Fly Fishing - Small Stream Brook Trout
The clear-cut bakes, in the afternoon sun. Jewelweed wilts. A doe arises from her bed. She is thirsty and heads toward her favorite water source; a spot where water drips from a rock outcropping. She doesn’t have her pair of fawns to worry about. They were consumed by coyotes shortly after birth. She carefully moves downhill, through a blackberry thicket. Stopping near the edge of the logging road, she allows a trio of four-wheelers to pass. They disappear, she hurries across the road, nearing the sound of a swift flowing stream. She doesn’t water here, the water smells odd and has an acrid taste. She crosses the hemlock- shaded shallows. Deer flies swarm around her, she makes her way across the water. One fly is stunned by her flicking tail. The fly lands on its back and begins a downstream journey.

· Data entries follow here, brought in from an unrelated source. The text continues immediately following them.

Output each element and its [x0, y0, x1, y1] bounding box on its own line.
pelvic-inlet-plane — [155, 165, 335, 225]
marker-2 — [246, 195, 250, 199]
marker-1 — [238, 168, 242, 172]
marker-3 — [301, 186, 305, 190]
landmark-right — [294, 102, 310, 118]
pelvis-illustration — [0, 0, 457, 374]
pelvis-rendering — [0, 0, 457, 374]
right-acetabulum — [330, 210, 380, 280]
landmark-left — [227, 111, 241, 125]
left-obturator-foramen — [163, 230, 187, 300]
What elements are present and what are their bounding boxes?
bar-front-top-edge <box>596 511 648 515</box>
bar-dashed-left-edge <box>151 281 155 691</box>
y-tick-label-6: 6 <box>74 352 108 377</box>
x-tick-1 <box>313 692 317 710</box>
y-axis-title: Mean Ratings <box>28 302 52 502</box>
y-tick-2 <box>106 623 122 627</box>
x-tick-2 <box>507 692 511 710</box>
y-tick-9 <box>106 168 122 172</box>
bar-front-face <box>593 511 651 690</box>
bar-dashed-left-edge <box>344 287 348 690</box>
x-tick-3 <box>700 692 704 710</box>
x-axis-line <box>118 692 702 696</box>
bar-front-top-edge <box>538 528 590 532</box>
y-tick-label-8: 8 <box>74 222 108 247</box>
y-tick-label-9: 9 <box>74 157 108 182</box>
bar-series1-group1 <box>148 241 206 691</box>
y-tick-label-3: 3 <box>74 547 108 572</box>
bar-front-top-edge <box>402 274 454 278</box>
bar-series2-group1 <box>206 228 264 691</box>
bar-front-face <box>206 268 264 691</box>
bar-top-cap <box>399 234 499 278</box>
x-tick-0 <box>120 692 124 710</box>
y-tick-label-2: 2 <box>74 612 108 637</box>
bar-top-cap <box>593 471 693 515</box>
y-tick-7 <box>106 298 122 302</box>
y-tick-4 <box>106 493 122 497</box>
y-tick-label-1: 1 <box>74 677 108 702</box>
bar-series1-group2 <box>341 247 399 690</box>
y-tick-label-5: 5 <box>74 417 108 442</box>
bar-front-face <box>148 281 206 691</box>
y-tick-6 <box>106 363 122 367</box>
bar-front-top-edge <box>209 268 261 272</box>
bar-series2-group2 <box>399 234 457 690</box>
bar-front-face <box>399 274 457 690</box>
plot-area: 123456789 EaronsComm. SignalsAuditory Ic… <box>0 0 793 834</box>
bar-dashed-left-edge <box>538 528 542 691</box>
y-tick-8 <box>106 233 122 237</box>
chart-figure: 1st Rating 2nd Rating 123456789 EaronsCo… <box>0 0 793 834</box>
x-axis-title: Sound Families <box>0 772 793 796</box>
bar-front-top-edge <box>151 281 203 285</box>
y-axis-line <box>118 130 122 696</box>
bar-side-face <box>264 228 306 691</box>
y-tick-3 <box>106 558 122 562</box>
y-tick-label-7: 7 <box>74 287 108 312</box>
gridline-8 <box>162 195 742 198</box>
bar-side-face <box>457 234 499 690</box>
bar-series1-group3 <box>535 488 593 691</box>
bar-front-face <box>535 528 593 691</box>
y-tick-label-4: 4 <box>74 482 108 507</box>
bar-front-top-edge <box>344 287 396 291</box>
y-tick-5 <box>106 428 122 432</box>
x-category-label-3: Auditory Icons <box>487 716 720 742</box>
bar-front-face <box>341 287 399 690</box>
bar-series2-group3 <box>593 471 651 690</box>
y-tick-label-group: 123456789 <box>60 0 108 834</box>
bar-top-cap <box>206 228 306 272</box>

The northward flow takes her through swift, boulder strewn rapids. She emerges from the hurried current and swirls into a deeply shaded pool. She can see a patch of blue sky, as it peeks through the hemlock canopy. Onward she bobs, through a series of pools and rapids. Floating in the cool water, bobbing and swirling, she has by now been on her journey for a mile downstream. Riding the swift flow, she shoots between two huge rocks and glides into a long deep pool. The depth of the pool is nearly 10 feet deep, even at the summer’s low flow. She floats onward , seeing nothing except the shimmer on the water and an occasional water strider. She is stuck in a small mat of hemlock needles. The water’s velocity picks up; she starts into swifter water. The gradient is less now, her last quarter of a mile is through gently flowing riffles. The stream is getting wider and slightly warmer. She passes the legs of a Great Blue Heron, a muskrat sits on the muddy bank. The water course is changing directions, flowage is hitting her from the east, as she is being carried to the north. Slurp! She is consumed by a baby smallmouth .

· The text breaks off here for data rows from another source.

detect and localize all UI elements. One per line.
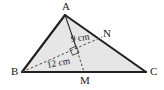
point-label-n: N — [103, 28, 111, 39]
vertex-label-c: C — [150, 66, 157, 77]
geometry-figure: A B C M N 9 cm 12 cm — [0, 0, 164, 90]
vertex-label-b: B — [11, 66, 18, 77]
vertex-label-a: A — [62, 1, 70, 12]
point-label-m: M — [80, 75, 90, 86]
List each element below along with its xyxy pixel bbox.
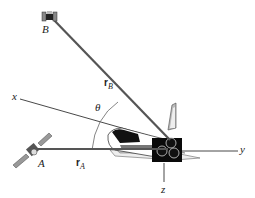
space-shuttle-icon [108,103,200,162]
label-vector-rb: rB [104,78,113,91]
satellite-b-icon [42,11,57,21]
label-point-a: A [38,158,45,169]
label-point-b: B [42,24,49,35]
label-axis-x: x [12,91,17,102]
satellite-a-icon [13,133,52,168]
label-angle-theta: θ [95,102,100,113]
vector-rb-subscript: B [108,82,113,91]
label-vector-ra: rA [76,158,85,171]
label-axis-z: z [161,184,165,195]
vector-ra-subscript: A [80,162,85,171]
label-axis-y: y [240,144,245,155]
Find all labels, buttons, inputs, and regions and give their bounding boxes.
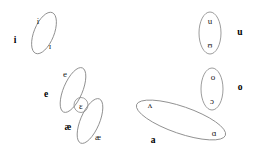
group-ellipse-o [201,68,223,110]
group-label-o: o [238,83,243,93]
group-ellipse-u [199,12,221,54]
group-label-a: a [151,136,156,146]
group-ellipse-i [26,9,61,57]
group-label-u: u [237,28,242,38]
group-ellipse-epsilon [74,98,88,113]
ellipse-layer [0,0,262,154]
vowel-diagram-canvas: i ɪ e ɛ æ u ʊ o ɔ ʌ ɑ i e æ u o a [0,0,262,154]
group-label-i: i [14,36,17,46]
group-ellipse-a [132,92,230,148]
group-label-ae: æ [65,123,72,133]
group-label-e: e [44,90,48,100]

Why was the journey of our fly so lengthy? The fly’s travels were in Roaring Creek, a tributary of the Tygart River, in Randolph County, WV. Roaring Creek is dead. Downstream from Coalton, aquatic life is nonexistent. I can remember, stories from old-timer’s of the past; they were “old-timer’s”, in the 1960’s. Stories of 16-inch native brook trout and meals of crayfish from the Roaring Creek waters. The water that once provided sustenance is no longer a producer of anything, except acid mine drainage to the Tygart River.

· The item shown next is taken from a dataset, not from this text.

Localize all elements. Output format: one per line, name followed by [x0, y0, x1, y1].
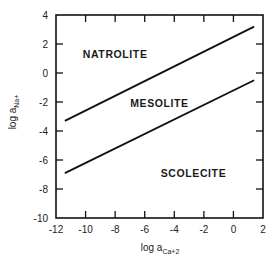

The Roaring Creek drainage area is the western slope, on the northern end of Rich Mountain, Randolph County, West Virginia. This area is also home of the Rich Mountain Battlefield civil war site. Native brook trout are present in some of the tributaries and some sections of Roaring Creek, above the community of Coalton. The lower section, downstream of Coalton, has the appearance of a quality trout stream. The only thing lacking is water quality. The fact that trout are present in the upper sections; leaves hope that Roaring Creek is not a lost cause. The stream could be a poster child for reclamation. The WVDEP,CVI, WVDNR and Trout Unlimited, could combine their efforts to bring back a waterway that has been in its grave for a century. What an accomplishment and story that would be. Deer flies wouldn’t have a extensive journey, prior to consumption either.